How many teachers do you know? How many of them can you say (put your hand on your heart) are enthusiastic about their work? Who love the work they do? Who are highly motivated to do more than everyone else?
Hmmm… Can you count them all on the one hand? It wouldn’t surprise me if it did. And can you think of a reason?
One of the most gravitating problems that demoralise teachers is society’s inability to recognise the work they do. These are social constraints set within a culture train of socially acceptable thoughts and behaviour. Look at the contrast between Western and Asian cultures, for example.
Social culture recognises teachers’ value, yet at the same time belittles this same value by turning a blind eye to the costs of having teachers. Most businesses today no longer regard education as an investment. Employees have to bring such expertise when they come to the companies.
Commercialism is partly at fault, but bad news and experience spread like a fire out of control. Learning is not always easy, and not every student finds success despite his efforts. The plain fact is the word ‘education’ is like waving a red flag in front of a bull.
The word ‘education’ has developed into a ‘bad’ name. Most everything to do with education ends being portrayed in a bad light. Education is negative. (Who wants to be associated with education?) And so it is, freelance teachers are afraid to ask for fair pay for the work they do because of the low standing (value) education has in society.
Culturally ingrained behaviour has a double-sided cutting edge. The one side creates socially acceptable behaviour. The other, however, invokes whispering voices in your head.
The costs of listening to the voice in your head
The voices in your head…
Ask who? Your colleagues and of course, your students and customers.
Ask for what? More respect and more acknowledgement for the value teachers bring to society.
Culture and its social values tend to separate and divide respect and values into hierarchical social levels.
Most voices are ingrained from birth onwards and become deeply connected to the roots of emotions and feelings of well-being. The negative side of traditions is manifold. Typical women or male-dominant careers still exist. Glass ceilings and salary differences still exist between men and women. But what happens in the teaching environment?
There are areas where the differences level out, albeit slightly in the teaching environment. Both men and women freelance teachers struggle against a common prejudice—education value—to the extent, they avoid any question that questions their respect and their worth in society.
The threat the invisible voice poses in a freelance teacher’s head is his lost ability to negotiate. Lost confidence to negotiate the life he needs or to produce better conditions that will motivate him to give his best. Regaining the ability to negotiate will open new opportunities for the freelance teacher because he can balance his work-life, produce more, and become more successful.
So which kind of negotiation damages a freelance teacher the most? The answer is the one he negotiates (and loses) with himself; born and conceived through cultural and social restraints.

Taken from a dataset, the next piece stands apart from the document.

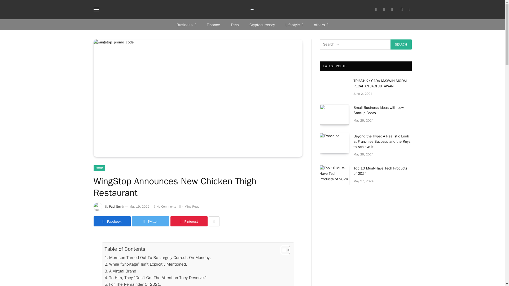  I want to click on Switch to Dark Design - easier on eyes., so click(409, 10).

The cost of not asking for fair value (by not negotiating with your teaching school or your students and customers) will damage your self-respect and your income.
A danger recognised is a danger banished, they say. Once the potential damage is identified, most freelance teachers can reinstate their ability to negotiate and work towards solutions where everyone benefits. However, the real win is the positive energy that will lead to more opportunities, more happiness, and more self-esteem.
Freelance teachers are often suffering from centuries of cultural and commercial influences that have placed education low on the scale of ‘admirable’ achievements. Education is no longer seen as a life-long investment.
When a freelance teacher’s natural needs raise its head to ask for more (respect, better conditions and money), an insidious voice begins to whisper. It judges your standing in society and the truth of your demand. The wish to negotiate a better rate, time, or condition is undermined and becomes dormant. Over the years, even the ability to negotiate becomes ‘unlearned’.
To go against this trend is uncomfortable—it has taken years of compliance to get as far as it is today. The first conscious effort will be the most strenuous. Rest assured, however, it does become easier with each new negotiation. As teachers, you know practice is the key. You are going to win some, and you are going to lose some. Even when you lose the student and customer, you should see the negotiation as a success; a step to raising your self-esteem.